Discover your dream Career
For Recruiters

Morning Coffee: Here’s what happens when a top banker’s wife has twins. It’s bad everywhere, best here

When senior female bankers give birth, they famously email clients from the labour room. When senior males bankers’ wives have twins, they book a month off in Bali and give interviews to the Wall Street Journal about the virtues of paternity leave.

This, at least, is the course of action taken by Sam Kendall, the new head of APAC investment banking at UBS. Following the lead set by Andrea Orcel, the semi-reformed workaholic at the helm of UBS’s investment bank, Kendall says he actually took full advantage of paternity leave at the Swiss bank. However, he did so in a way that’s probably peculiar to (male) investment bankers at the top of their game.

UBS gave Kendall six weeks of paid paternity leave (it offers 16 to men who are primary caregivers). Kendall cunningly split these, and used them to help shift to a bigger job on a different continent.

Immediately after the birth of his children in May, Kendall spent two weeks with his wife and new children in London, where he was UBS’s global head of equity capital markets. After that, he went back to work in his new role as UBS’s head of investment banking for Asia Pacific. Around two months later, he took the other four weeks of his paternity leave at a rented villa in Bali.

This all sounds very fine, but it doesn’t sound much like the realities of maternity leave for most women. It sounds a bit like scheduling a big career move around the birth of your children and using the associated time off to get settled in a new role. Maybe this is just cynicism, however: Kendall’s time in Bali wasn’t entirely bereft of domesticity – he did fly into UBS’s Singapore office for a bake-off.

Separately, new figures from banking intelligence firm Coalition suggest 2016 is turning out to be a bad year for investment banks everywhere. It’s been worst, however, in Asia Pacific, where revenues are down 20% year-on-year. By comparison, it’s been best in the Americas (down 8%) and moderately bad in EMEA (down 16%).

Meanwhile:

London now accounts for reaching 37.1% of FX trading, down from nearly 41% in 2013. Asia accounts for 21%, up from 15%. (Financial Times) 

Recruitment firm Hays has earned 13% less in fees from banks in London this year than last. (Guardian) 

Hays’ chief executive: “We’ve seen a step down in activity for permanent recruitment. There is a distinctly greater appetite in the UK for employers to pick up temporary or contract staff. The decision-making process is slower and longer. People are replacing leavers but they’re more circumspect about investing in the business.” (Financial Times) 

If you want a CDS trading job, try Citadel. The has traded more than $116 billion of credit-default swaps tied to U.S. benchmark indexes since April. That’s 11.5% of the total. (Bloomberg) 

J.P. Morgan now has permission to operate its own asset management firm in China. (WSJ) 

An advertisement for Canary Wharf in the Financial Times on the day of Big Bang in October 1986 promised it would “feel like Venice and work like New York”. (Financial Times)

British Airways is to halve its business-only flights from London City airport to JFK airport, New York, from October 30. It’s experiencing a ‘weaker than expected trading environment.’ (Financial Times)

An equity derivatives strategist at RBC successfully asked for a promotion to managing director whilst informing her manager that she was pregnant. (Business Insider) 

Wristwatch sensors that measure pulse and perspiration could warn traders to step away from their desks when their emotions run wild. (Bloomberg) 

Contact: SButcher@eFinancialCareers.com

Photo credit: St Regis beach by Simon_sees is licensed under CC BY 2.0.

author-card-avatar
AUTHORSarah Butcher Global Editor

Sign up to our Newsletter!

Get advice to help you manage and drive your career.

Boost your career

Find thousands of job opportunities by signing up to eFinancialCareers today.
Recommended Jobs
PER, Private Equity Recruitment
Global Macro Investment Professional, Fund, Dubai, UAE
PER, Private Equity Recruitment
Dubai, United Arab Emirates

Sign up to our Newsletter!

Get advice to help you manage and drive your career.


Work request: Start to finish, return the listing below exactly, pictures excluded.
Start of Entries provided
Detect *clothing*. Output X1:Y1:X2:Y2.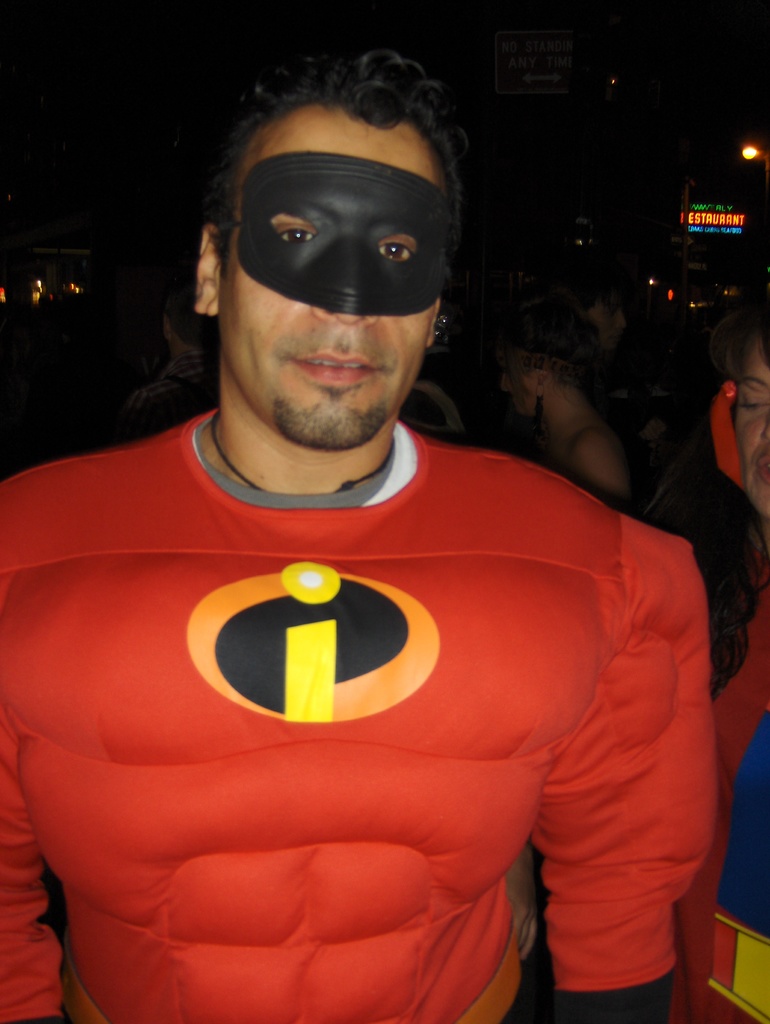
29:344:721:998.
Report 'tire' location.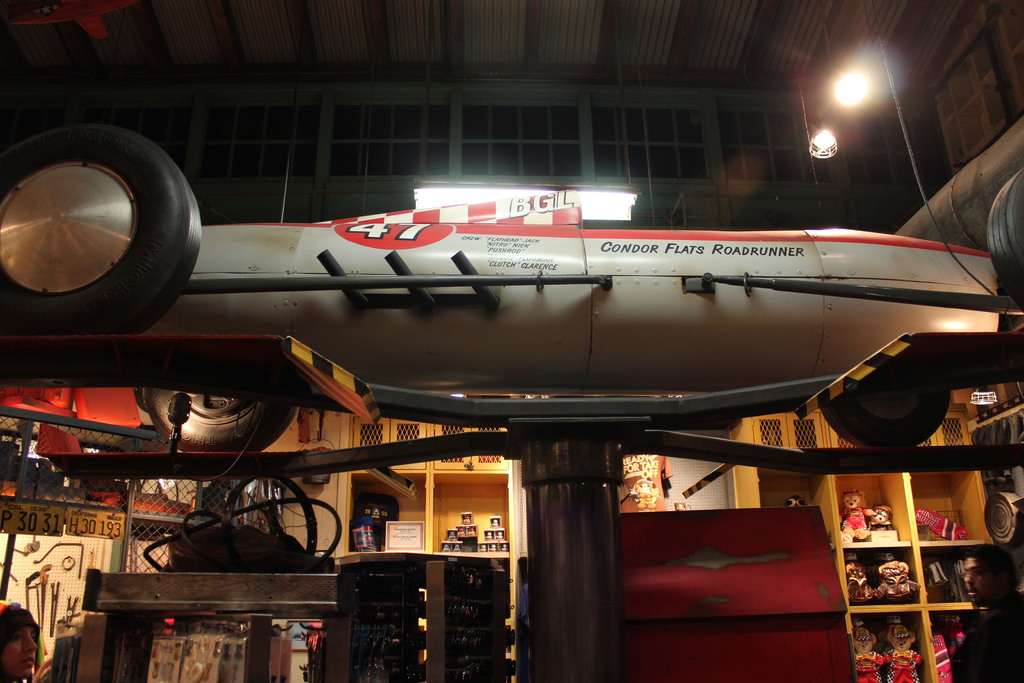
Report: detection(817, 366, 952, 452).
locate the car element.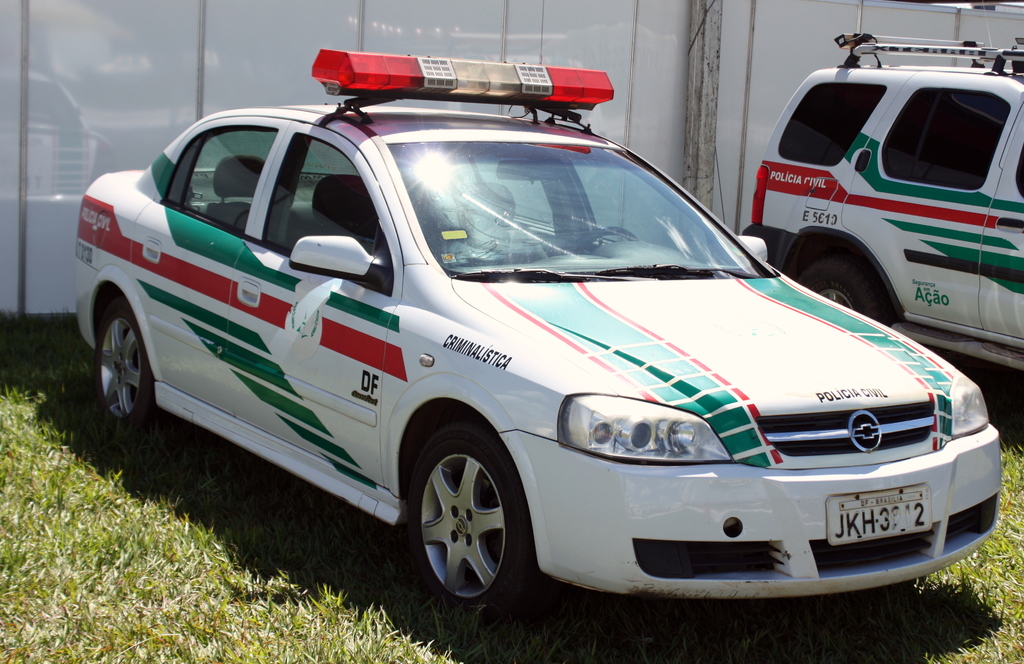
Element bbox: [65,45,1007,623].
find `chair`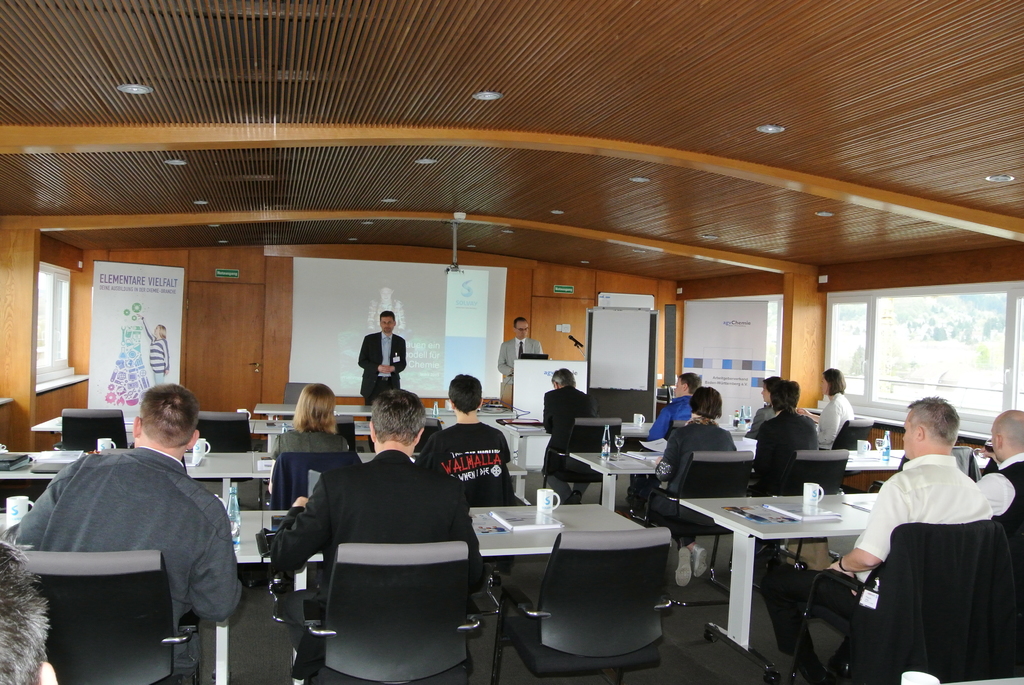
x1=58, y1=404, x2=129, y2=457
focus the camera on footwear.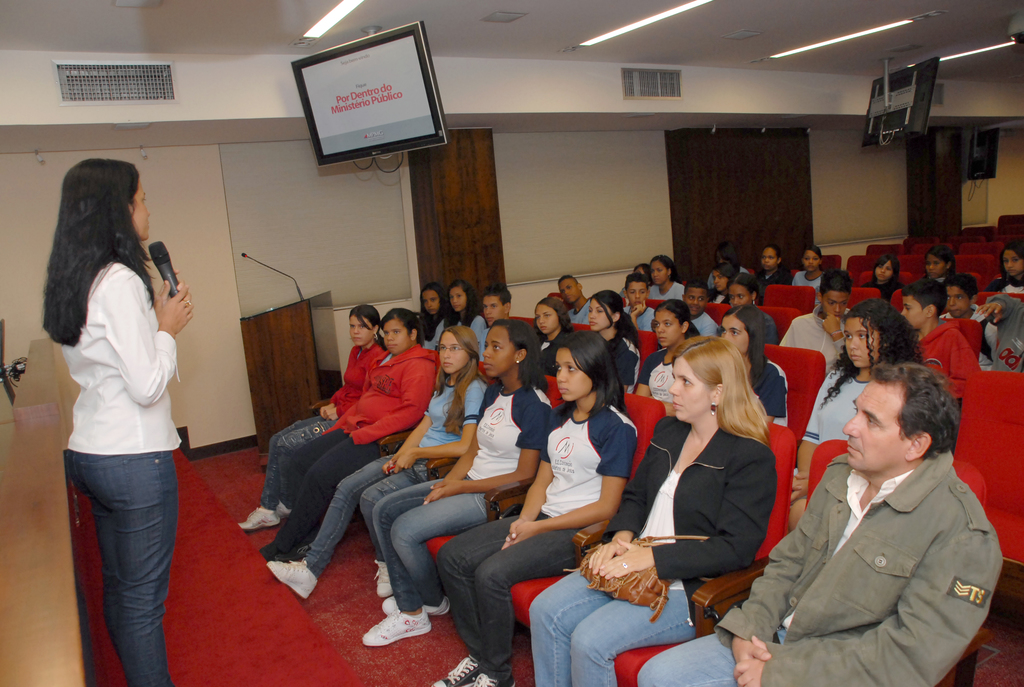
Focus region: x1=435, y1=654, x2=481, y2=686.
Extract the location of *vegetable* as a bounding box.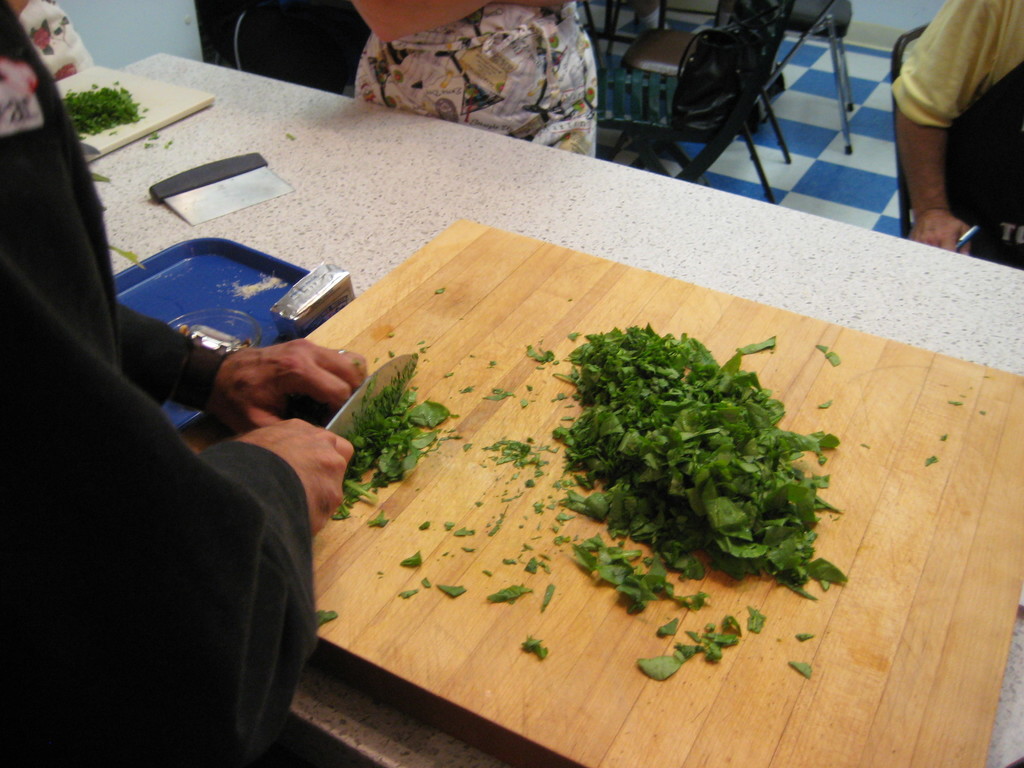
bbox(490, 512, 502, 536).
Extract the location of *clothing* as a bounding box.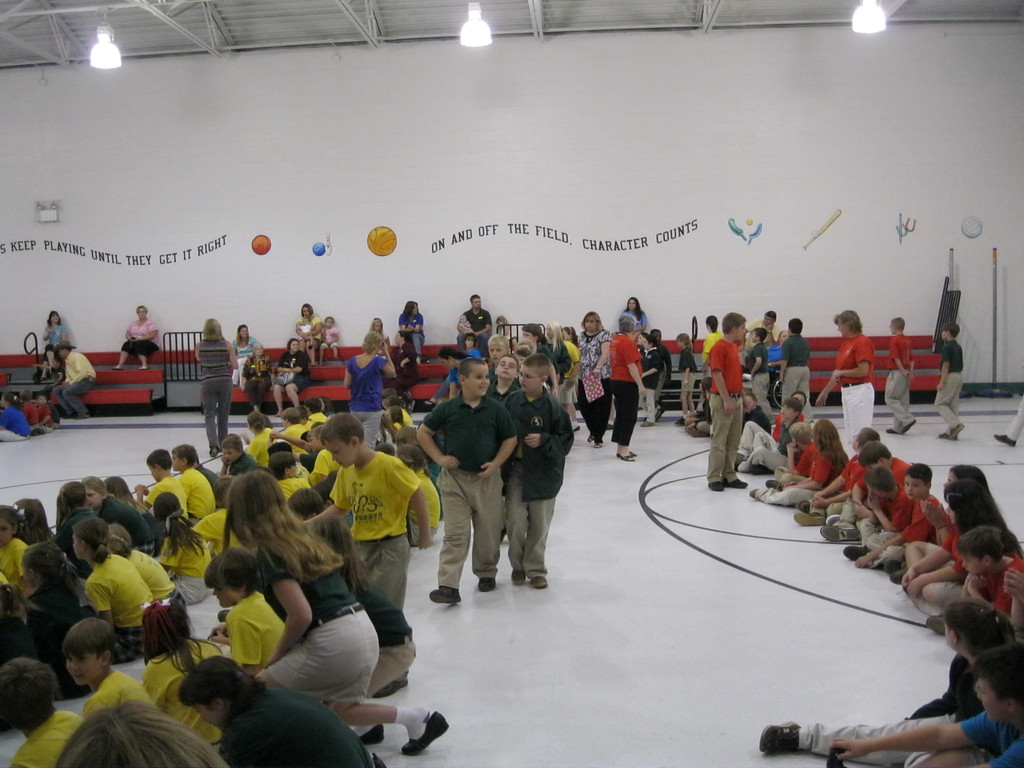
(x1=807, y1=646, x2=983, y2=763).
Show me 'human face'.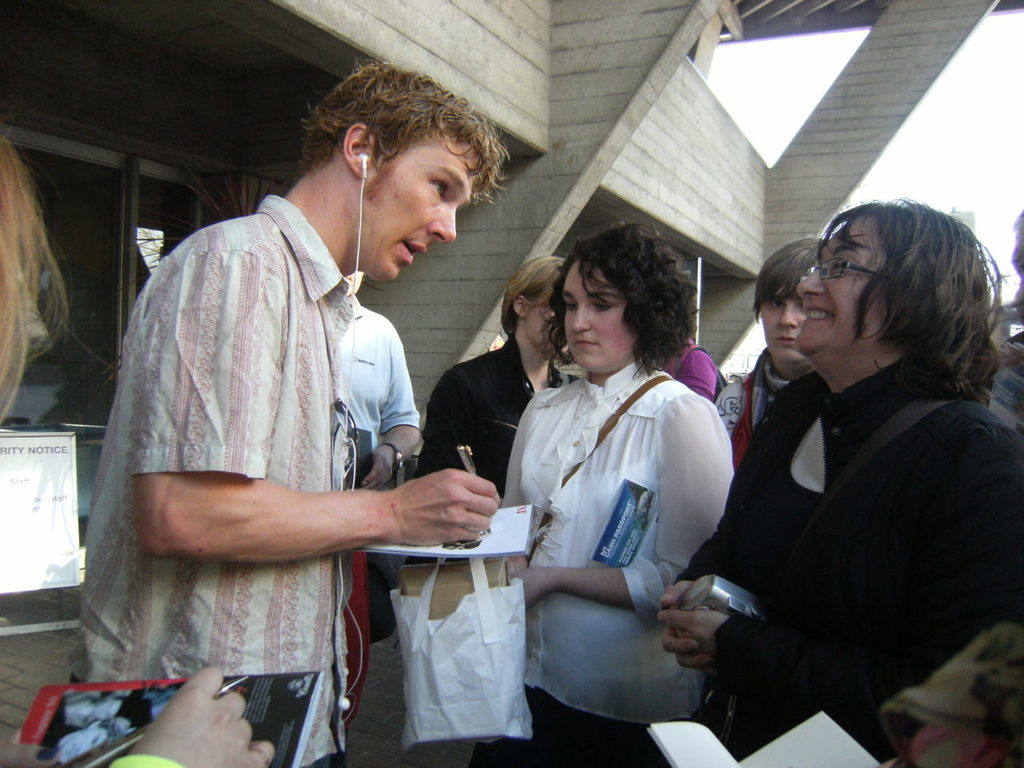
'human face' is here: box=[1010, 234, 1023, 319].
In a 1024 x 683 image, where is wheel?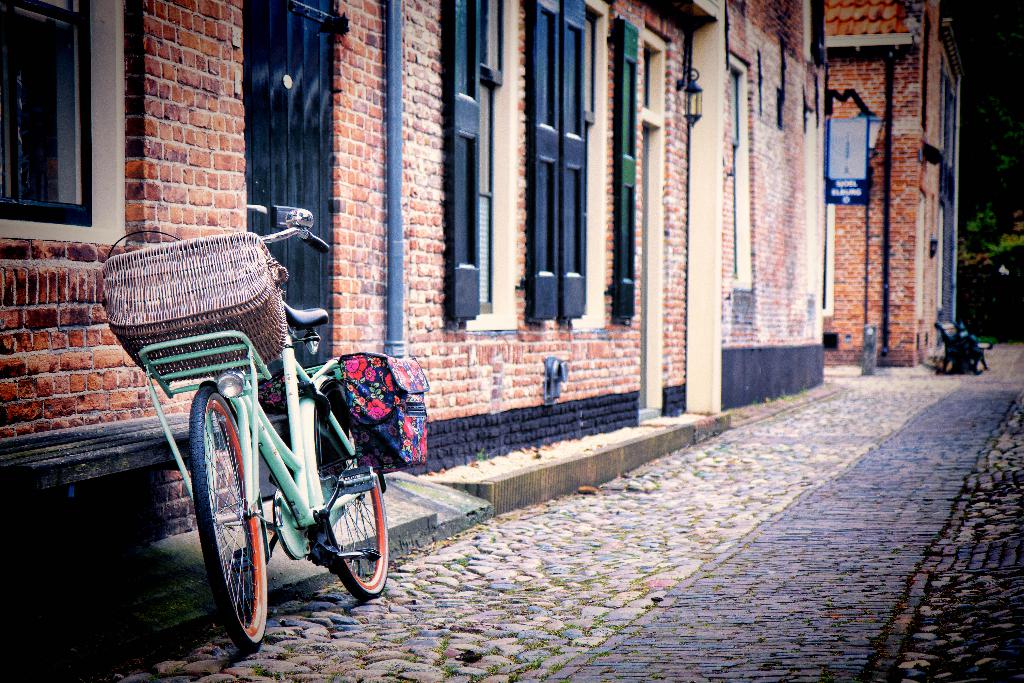
pyautogui.locateOnScreen(188, 404, 268, 655).
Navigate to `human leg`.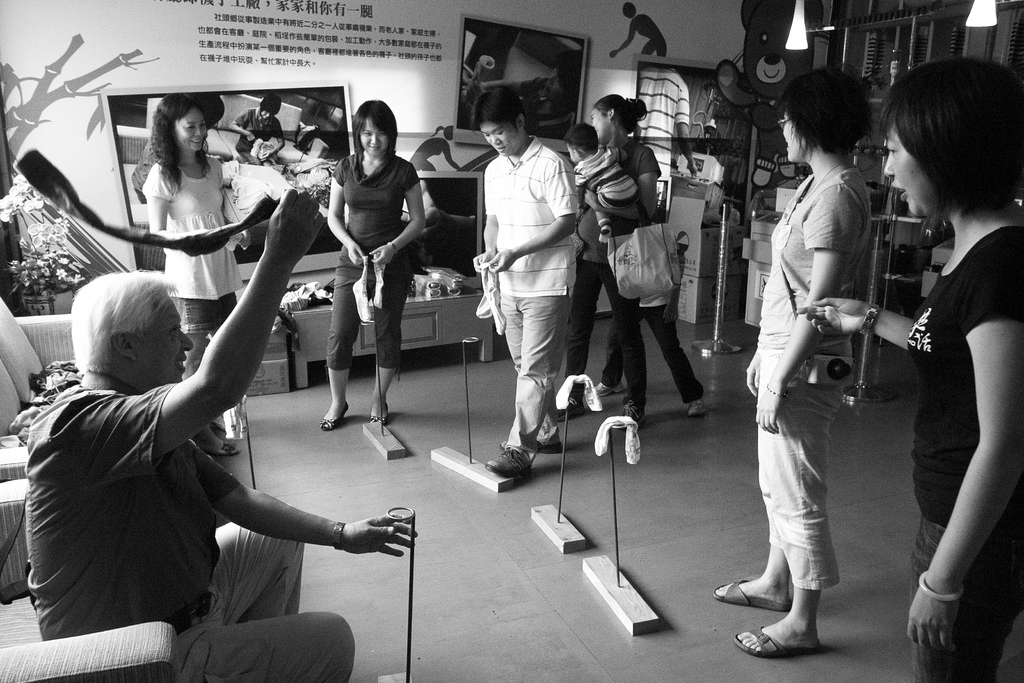
Navigation target: 165 612 354 682.
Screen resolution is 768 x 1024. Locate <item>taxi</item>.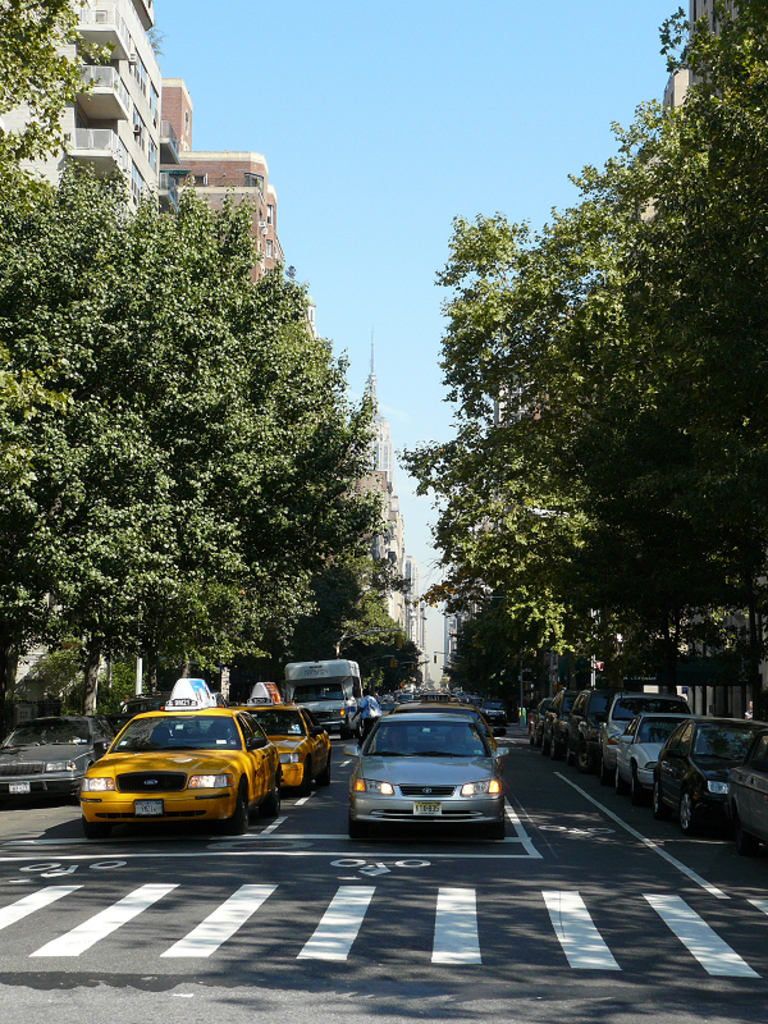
End of Entries provided
Your solution:
Detect *clothing*. Output X1:Y1:X2:Y2.
29:344:721:998.
Report 'tire' location.
Report: detection(817, 366, 952, 452).
locate the car element.
Element bbox: [65,45,1007,623].
find `chair`
x1=58, y1=404, x2=129, y2=457
focus the camera on footwear.
Focus region: x1=435, y1=654, x2=481, y2=686.
Extract the location of *vegetable* as a bounding box.
bbox(490, 512, 502, 536).
Extract the location of *clothing* as a bounding box.
(x1=807, y1=646, x2=983, y2=763).
Show me 'human face'.
'human face' is here: box=[1010, 234, 1023, 319].
In a 1024 x 683 image, where is wheel?
pyautogui.locateOnScreen(188, 404, 268, 655).
Navigate to `human leg`.
Navigation target: 165 612 354 682.
Screen resolution is 768 x 1024. Locate <item>taxi</item>.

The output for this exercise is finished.